The Peacock Room | Anna Sayburn Lane | Review


Blurb

A literary obsession.

An angry young man with a gun.

And one woman trying to foil his deadly plan.

When Helen Oddfellow starts work as a lecturer in English literature, she’s hoping for a quiet life after the trauma and loss of her recent past. But trouble knows where to find her.

There’s something wrong with her new students. Their unhappiness seems to be linked to their flamboyant former tutor, Professor Petrarch Greenwood, who holds decadent parties in his beautiful Bloomsbury apartment.

When Helen is asked to take over his course on the Romantic poet William Blake, life and art start to show uncomfortable parallels. Disturbing poison pen letters lead down dark paths, until Helen is the only person standing between a lone gunman and a massacre.

As Helen knows only too well, even dead poets can be dangerous.


Review

The premise of this novel is unique & refreshing, a murder mystery set in the literary world. That tagline 'even dead poets can be dangerous' caught my attention.

All the settings & characters were drawn so vividly you could easily imagine being right there alongside them. 

I was kept guessing who the killer was until the end, I guessed to a certain point but the writing it so brilliant eventually you don't trust anyone, all the twists, turns, and misdirects kept me on my toes.

It missed out on 5⭐ because it took me a few chapters to really get into but it is certainly worth sticking with and I really enjoyed it in the end!

So much so, that I'm off to track down book one of the Helen Oddfellow series and I'm keeping my fingers-crossed book three is in the pipeline.

A huge thanks to Anne Cater & Anna Sayburn Lane for gifting me a copy in return for an open & honest review.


◆ YOUR OBJECTIVE: If a line in the data below holds the word "circle", include it in the count. Give only the final number.

(Dataset entries on figures)
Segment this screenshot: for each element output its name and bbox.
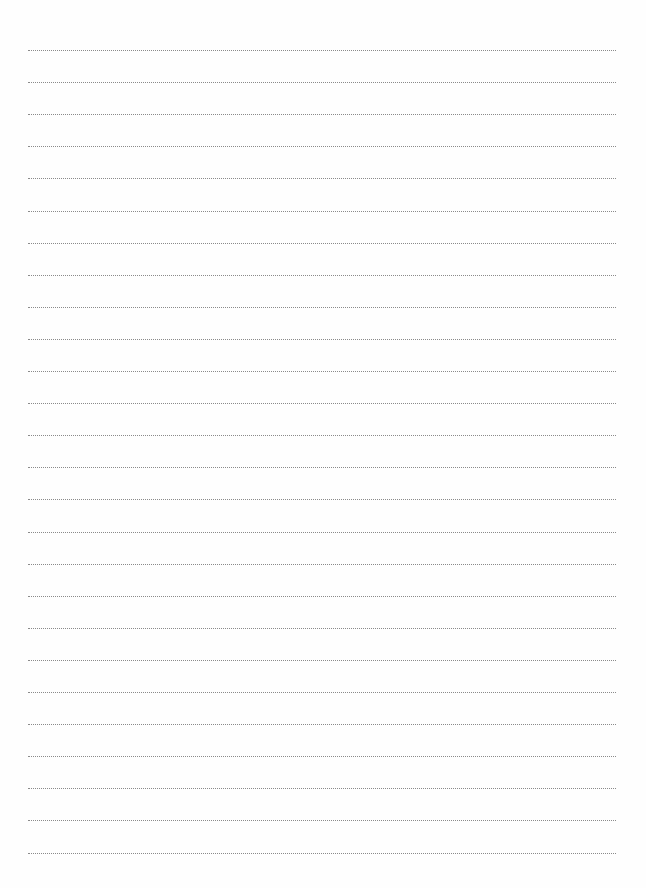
ruled-line	[28, 178, 616, 179]
ruled-line	[28, 307, 616, 308]
lined-page	[0, 0, 646, 888]
ruled-line	[28, 660, 616, 661]
ruled-line	[28, 275, 616, 276]
ruled-line	[28, 788, 616, 789]
ruled-line	[28, 532, 616, 533]
ruled-line	[28, 499, 616, 500]
ruled-line	[28, 403, 616, 404]
ruled-line	[28, 596, 616, 597]
ruled-line	[28, 146, 616, 147]
ruled-line	[28, 724, 616, 725]
ruled-line	[28, 50, 616, 51]
ruled-line	[28, 82, 616, 83]
ruled-line	[28, 628, 616, 629]
ruled-line	[28, 114, 616, 115]
ruled-line	[28, 211, 616, 212]
ruled-line	[28, 435, 616, 436]
ruled-line	[28, 339, 616, 340]
ruled-line	[28, 853, 616, 854]
ruled-line	[28, 243, 616, 244]
ruled-line	[28, 820, 616, 821]
ruled-line	[28, 371, 616, 372]
ruled-line	[28, 467, 616, 468]
ruled-line	[28, 564, 616, 565]
ruled-line	[28, 756, 616, 757]
ruled-line	[28, 692, 616, 693]
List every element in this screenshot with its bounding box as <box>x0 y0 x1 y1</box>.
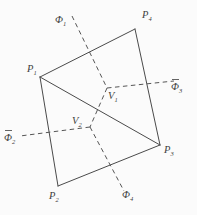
label-p1: P1 <box>26 63 37 76</box>
axis-phi4-ray <box>90 127 124 191</box>
diagram-canvas: P1 P2 P3 P4 V1 V2 Φ1 Φ2 Φ3 Φ4 <box>0 0 197 215</box>
axis-phi2-ray <box>20 127 90 136</box>
label-phi1: Φ1 <box>55 14 66 27</box>
quadrilateral-diagram: P1 P2 P3 P4 V1 V2 Φ1 Φ2 Φ3 Φ4 <box>0 0 197 215</box>
label-phi2: Φ2 <box>4 132 16 145</box>
label-phi4: Φ4 <box>122 189 134 202</box>
edge-p3-p2 <box>58 145 160 186</box>
edge-p4-p3 <box>135 29 160 145</box>
axis-phi3-ray <box>107 81 174 88</box>
diagonal-p1-p3 <box>40 77 160 145</box>
label-v-lower: V2 <box>72 115 82 128</box>
axis-v1-v2-connector <box>90 88 107 127</box>
label-p3: P3 <box>163 144 174 157</box>
edge-p1-p4 <box>40 29 135 77</box>
label-p4: P4 <box>141 9 152 22</box>
label-v-upper: V1 <box>108 90 118 103</box>
label-phi3: Φ3 <box>171 81 183 94</box>
label-p2: P2 <box>48 190 59 203</box>
axis-phi1-ray <box>72 16 107 88</box>
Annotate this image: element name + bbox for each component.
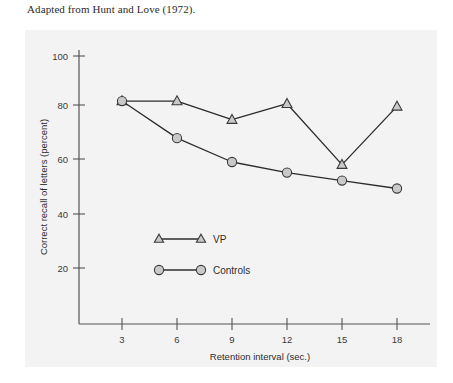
x-tick-label-6: 6 — [174, 334, 179, 345]
y-axis-title: Correct recall of letters (percent) — [38, 119, 49, 255]
y-tick-label-20: 20 — [57, 263, 68, 274]
x-tick-label-12: 12 — [282, 334, 293, 345]
y-tick-label-100: 100 — [52, 51, 68, 62]
y-tick-label-40: 40 — [57, 209, 68, 220]
x-tick-label-15: 15 — [337, 334, 348, 345]
figure-caption: Adapted from Hunt and Love (1972). — [27, 3, 195, 15]
x-axis-ticks: 3 6 9 12 15 18 — [119, 318, 402, 345]
triangle-icon[interactable] — [172, 96, 182, 105]
legend: VP Controls — [154, 234, 250, 276]
legend-entry-vp[interactable]: VP — [154, 234, 226, 245]
x-tick-label-9: 9 — [229, 334, 234, 345]
series-line-vp — [122, 101, 397, 165]
triangle-icon — [154, 234, 163, 242]
circle-icon — [154, 265, 163, 274]
legend-label-controls: Controls — [213, 265, 250, 276]
legend-entry-controls[interactable]: Controls — [154, 265, 250, 276]
line-chart: 100 80 60 40 20 3 6 9 12 15 18 — [25, 30, 437, 367]
triangle-icon[interactable] — [392, 101, 402, 110]
y-tick-label-80: 80 — [57, 100, 68, 111]
series-layer — [117, 96, 402, 193]
circle-icon[interactable] — [282, 168, 291, 177]
series-vp — [117, 96, 402, 169]
circle-icon[interactable] — [392, 184, 401, 193]
y-tick-label-60: 60 — [57, 154, 68, 165]
x-tick-label-3: 3 — [119, 334, 124, 345]
y-axis-ticks: 100 80 60 40 20 — [52, 51, 85, 274]
figure-panel: 100 80 60 40 20 3 6 9 12 15 18 — [25, 30, 437, 367]
circle-icon — [196, 265, 205, 274]
legend-label-vp: VP — [213, 234, 227, 245]
circle-icon[interactable] — [337, 176, 346, 185]
circle-icon[interactable] — [172, 134, 181, 143]
circle-icon[interactable] — [227, 157, 236, 166]
triangle-icon[interactable] — [282, 99, 292, 108]
x-axis-title: Retention interval (sec.) — [210, 351, 310, 362]
circle-icon[interactable] — [117, 96, 126, 105]
x-tick-label-18: 18 — [392, 334, 403, 345]
series-line-controls — [122, 101, 397, 188]
series-controls — [117, 96, 401, 193]
triangle-icon — [196, 234, 205, 242]
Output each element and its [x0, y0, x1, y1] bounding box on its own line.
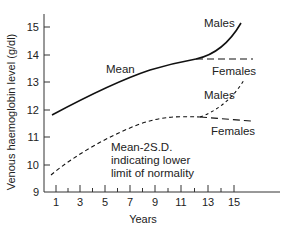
x-axis-title: Years — [129, 213, 157, 225]
y-tick-labels: 9 10 11 12 13 14 15 — [27, 21, 39, 198]
y-tick-label: 13 — [27, 76, 39, 88]
females-upper-annotation: Females — [212, 65, 256, 77]
sd-annotation-line1: Mean-2S.D. — [111, 141, 172, 153]
y-tick-label: 14 — [27, 49, 39, 61]
chart-svg: 9 10 11 12 13 14 15 1 — [0, 0, 281, 230]
x-tick-label: 1 — [53, 196, 59, 208]
y-axis-title: Venous haemoglobin level (g/dl) — [5, 34, 17, 191]
y-tick-label: 9 — [33, 186, 39, 198]
haemoglobin-chart: 9 10 11 12 13 14 15 1 — [0, 0, 281, 230]
x-tick-label: 11 — [175, 196, 186, 208]
x-tick-label: 9 — [152, 196, 158, 208]
x-tick-label: 13 — [202, 196, 214, 208]
y-tick-label: 12 — [27, 104, 39, 116]
females-lower-annotation: Females — [211, 125, 255, 137]
x-tick-label: 5 — [102, 196, 108, 208]
y-tick-label: 10 — [27, 159, 39, 171]
y-tick-label: 11 — [28, 131, 39, 143]
x-tick-labels: 1 3 5 7 9 11 13 15 — [53, 196, 240, 208]
x-tick-label: 3 — [77, 196, 83, 208]
mean-annotation: Mean — [106, 63, 135, 75]
x-tick-label: 7 — [127, 196, 133, 208]
sd-annotation-line3: limit of normality — [111, 167, 194, 179]
males-lower-annotation: Males — [204, 89, 235, 101]
males-upper-annotation: Males — [204, 17, 235, 29]
x-tick-label: 15 — [228, 196, 240, 208]
x-ticks — [56, 185, 234, 192]
y-ticks — [44, 27, 50, 165]
sd-annotation-line2: indicating lower — [111, 154, 190, 166]
y-tick-label: 15 — [27, 21, 39, 33]
mean-2sd-females-line — [200, 117, 251, 121]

◆ SOLUTION BELOW: 8